Using out-of-the-box functionality for most of your requirements can make the difference between quick wins or multiple extended testing cycles for custom configurations. Don’t be daunted by slightly adjusting your business processes to align with out-of-the-box functionality. Through years of testing, innovation, and experience from thousands of projects, many EHS platforms have built their systems around common scenarios and best practices. Taking advantage of this will save you time, money, and headaches. It’s a great starting point for an initial implementation and will require far less effort to support.

You will, of course, still need a platform that can be configured to suit your organisation’s specific needs. As a rule of thumb, out-of-the-box capabilities should meet approximately 70-90% of your requirements, with the remaining 10-30% being configurable to fill in the gaps. You may, for example, need to configure workflows for different scenarios in your workplace, add more fields to a form for one user type as opposed to another, produce regional reports, and so on.

4. Focus on usability and engage early and often with end users

Optimise functionality with your end users in mind, remembering that they might not have EHS backgrounds or may not be highly capable with technology. If end users work alongside the core team through the discovery, design, configuration, and implementation stages, you’ll reduce the risk of encountering structural issues at rollout.

The key to productive engagement and adoption is to create an environment of comfort and compatibility for the full range of end users. Engage end users and super users early to obtain their buy-in. Test the reactions of a key group of end users to gather critical feedback during some limited-exposure groups.

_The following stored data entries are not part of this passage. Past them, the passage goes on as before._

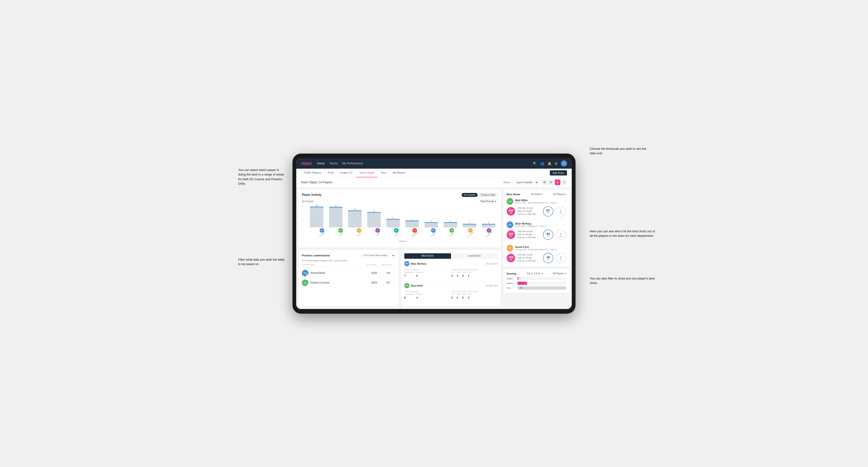 The height and width of the screenshot is (467, 868). I want to click on search-icon: 🔍, so click(535, 163).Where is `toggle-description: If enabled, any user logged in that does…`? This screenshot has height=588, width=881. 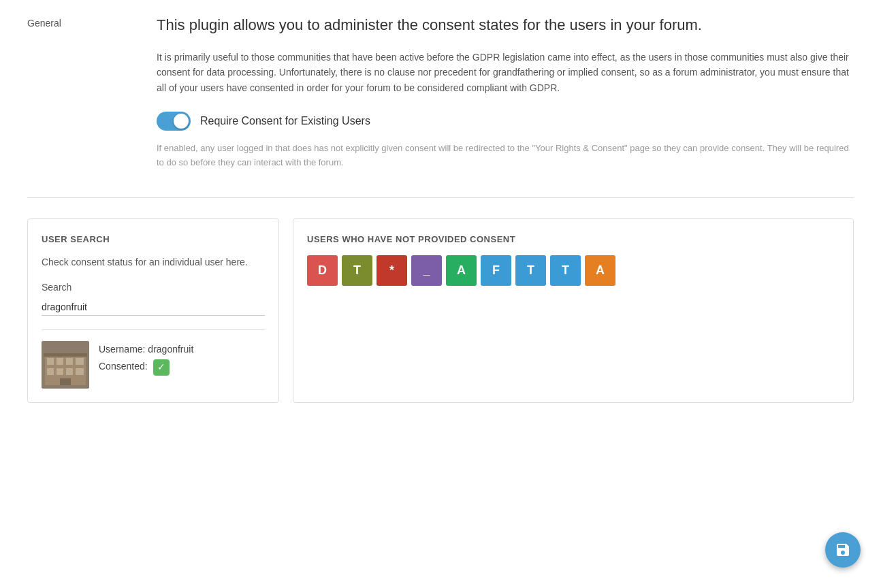
toggle-description: If enabled, any user logged in that does… is located at coordinates (505, 156).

Be responsive and incorporate changes quickly to refine the solution and streamline the user interface.

5. Keep the build agile, iterative and disciplined

It’s much easier and more efficient to start with small projects that build momentum. Projects were once massive onsite affairs with the entire implementation team co-located in one office. Today’s web-based platforms are more modular and flexible, resulting in a lower implementation risk and greater value for the time invested. Start with a focused project and deliver incremental value back to the business in smaller releases with shortened release cycles. When larger phases are needed, your team and end users will already be familiar with navigating the platform.

It’s best not to become distracted by last-minute business demands, especially if they’re not well defined. Saying yes to requested changes can impact your overall scope and schedule. Establish a process to collect and validate last-minute requests that can achieve a balance between incorporating them into the final configuration or a later release.

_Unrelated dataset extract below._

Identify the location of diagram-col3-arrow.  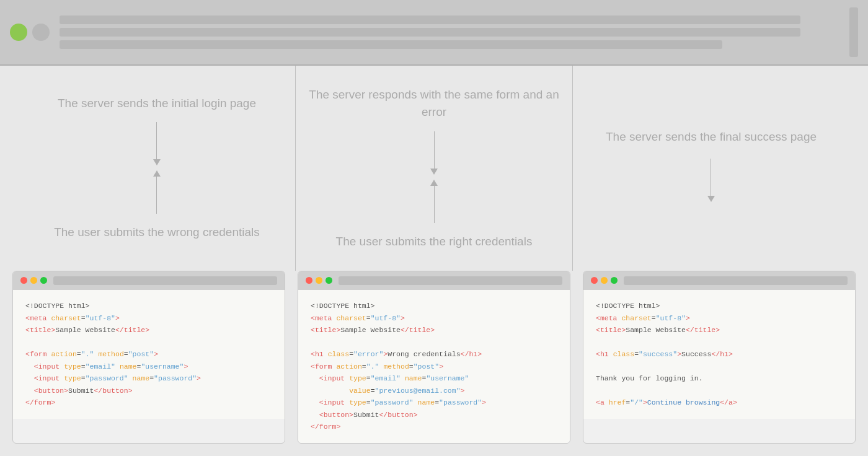
(711, 183).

6. Engage an implementation partner

To fill in your knowledge gaps and avoid learning lessons the hard way, seek out a reliable implementation partner that has a good track record of delivering EHS software deployments and maintaining training and certifications across multiple platforms.

Consider your potential partner’s certifications, and don’t hesitate to ask for their client references or get more details on recent deployments. Especially if you’re implementing an EHS system for the first time, you’ll want a partner that can integrate their expertise into your team and facilitate knowledge transfer during the project.

Although there are always risks involved in implementing a new EHS management software, it doesn’t need to be a terrifying process. With this advice, you’ll be well on the path to choosing and implementing the right EHS management system and achieving significant value for your business.